The fix collapses an entire render cycle out of existence. Call submitData(...) directly from the submit handler where the user action actually happens, and delete both the state and the effect.

Going Deeper Than Single Components

The most interesting rules are the ones that reason about how data flows between components, because those are the bugs that are hardest to spot by eye.

The Key Prop You Forgot About

Resetting all of a component's state when a prop changes is a pattern almost everyone writes before they learn the better way:

function List({ items }) {
  const [selection, setSelection] = useState(null);

  // no-reset-all-state-on-prop-change flags this
  useEffect(() => {
    setSelection(null);
  }, [items]);
}

React already has a built-in mechanism for "throw away all state and start fresh": the key prop.
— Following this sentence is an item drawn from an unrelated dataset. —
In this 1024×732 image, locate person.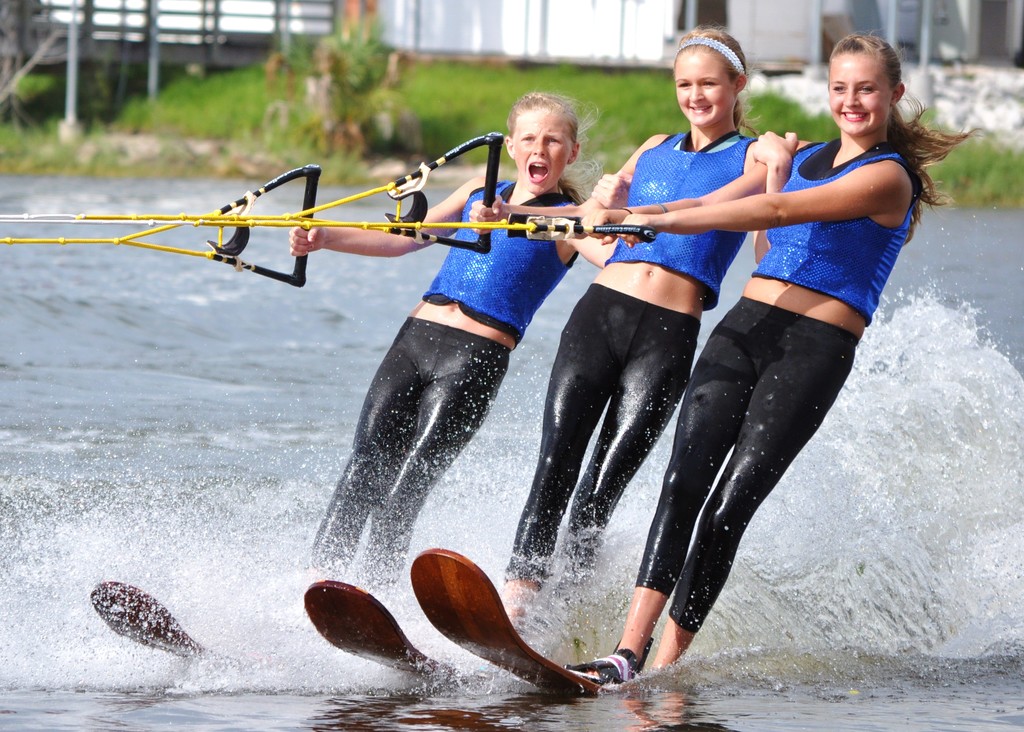
Bounding box: 276/97/589/619.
Rendering <List key={items} /> from the parent remounts the component cleanly whenever items changes, no effect required. The rule surfaces a suggestion with a documentation link rather than a blanket auto-fix here, precisely because the cleanest fix changes the component's call site, not its body.

State and Data That Belong to the Parent

Two related rules, no-pass-live-state-to-parent and no-pass-data-to-parent, catch effects that exist only to push information upward:

function Child({ onTextChanged }) {
  const [text, setText] = useState();

  // no-pass-live-state-to-parent flags this
  useEffect(() => {
    onTextChanged(text);
  }, [onTextChanged, text]);
}

When a child holds state only to report it back to a parent, the data flow is inverted. The fix is to lift the state into the parent (or return values from a custom hook). The same principle applies to fetched data: if a child fetches and then hands the result up through an effect, it is usually cleaner to fetch in the parent and pass the data down as props.
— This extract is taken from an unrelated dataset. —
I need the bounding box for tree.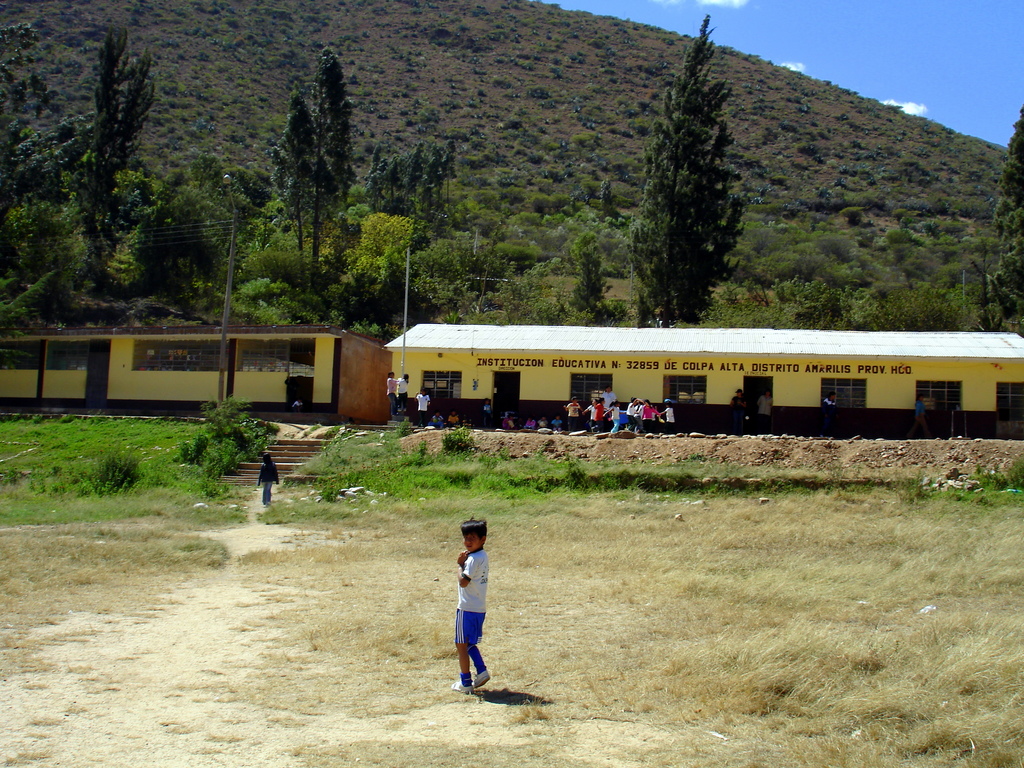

Subscriptions That React Already Solved

External stores, browser events, and similar subscriptions are a genuine side effect, but useEffect is no longer the right tool for them:

function useOnlineStatus() {
  const [isOnline, setIsOnline] = useState(true);

  // no-external-store-subscription flags this
  useEffect(() => {
    window.addEventListener("online", updateState);
    return () => window.removeEventListener("online", updateState);
  }, []);
}

useSyncExternalStore exists specifically for this and handles tearing, server rendering, and concurrent features correctly in a way a hand-rolled effect does not. The rule points you straight at it.
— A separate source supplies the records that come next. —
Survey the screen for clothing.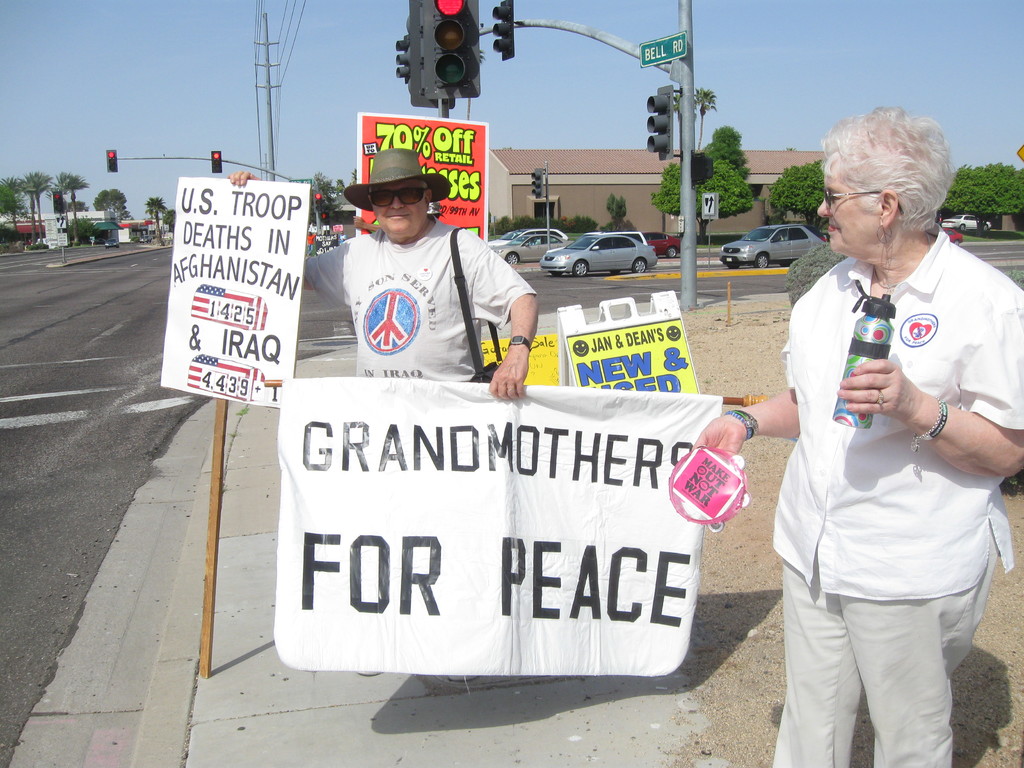
Survey found: box=[294, 212, 536, 387].
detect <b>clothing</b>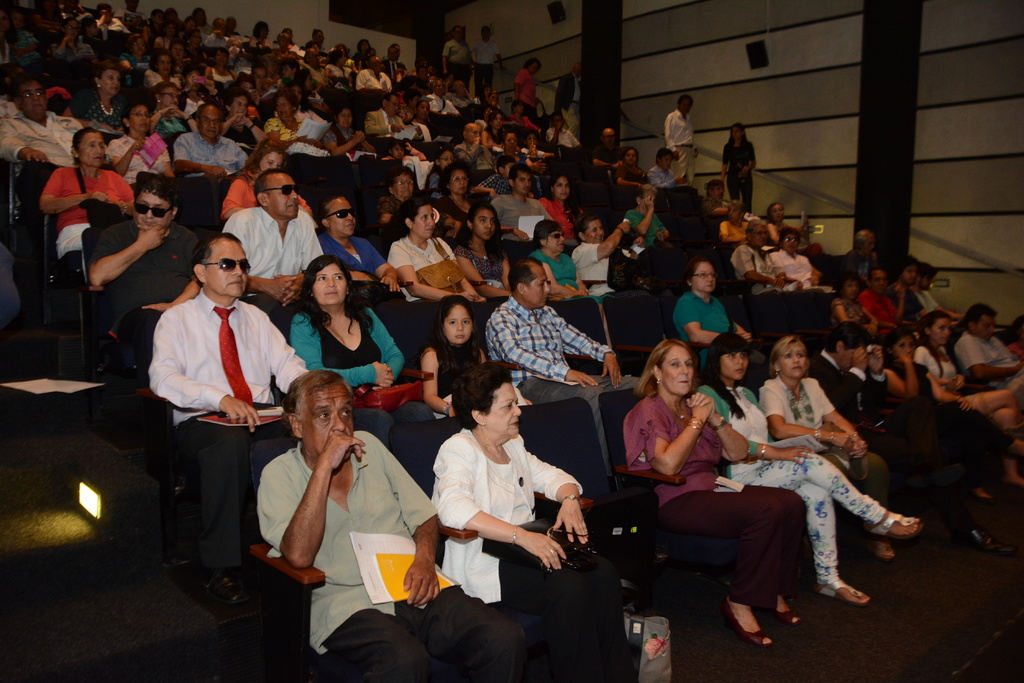
box=[492, 194, 565, 244]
Knowing When to Overrule the Linter

Because "you might not need an effect" is fundamentally a judgement call, treat the output as informed guidance rather than gospel. Some effects are genuinely warranted: imperative DOM work, third-party integrations, analytics, or a network request with no parent to hand the result to. The rules try hard to leave those alone, but when a warning is wrong for your situation, suppress it the standard way:

// eslint-disable-next-line reactYouMightNotNeedAnEffect/no-derived-state
useEffect(() => {
  // a genuinely necessary effect
}, [dep]);

The maintainer recommends pairing this plugin with react-hooks/exhaustive-deps for the effects you keep, and with typescript-eslint/no-floating-promises to sharpen async function detection. Together they cover both halves of the question: this plugin asks whether the effect should exist, and the official hooks rules make sure the ones that survive are correct.

Worth Adding to Your Config

eslint-plugin-react-you-might-not-need-an-effect is a focused, single-purpose tool that does one thing exceptionally well: it turns a well-known but easy-to-forget React docs page into enforced, automated guidance. It does not try to be a full React rule set, and it is better for the restraint. Drop in the recommended preset, let it surface a few warnings on your existing codebase, and you will almost certainly find an effect or two that quietly wanted to be render logic all along. Pair it with the official hooks plugin, and your linter starts catching the kind of mistakes that used to slip through to production.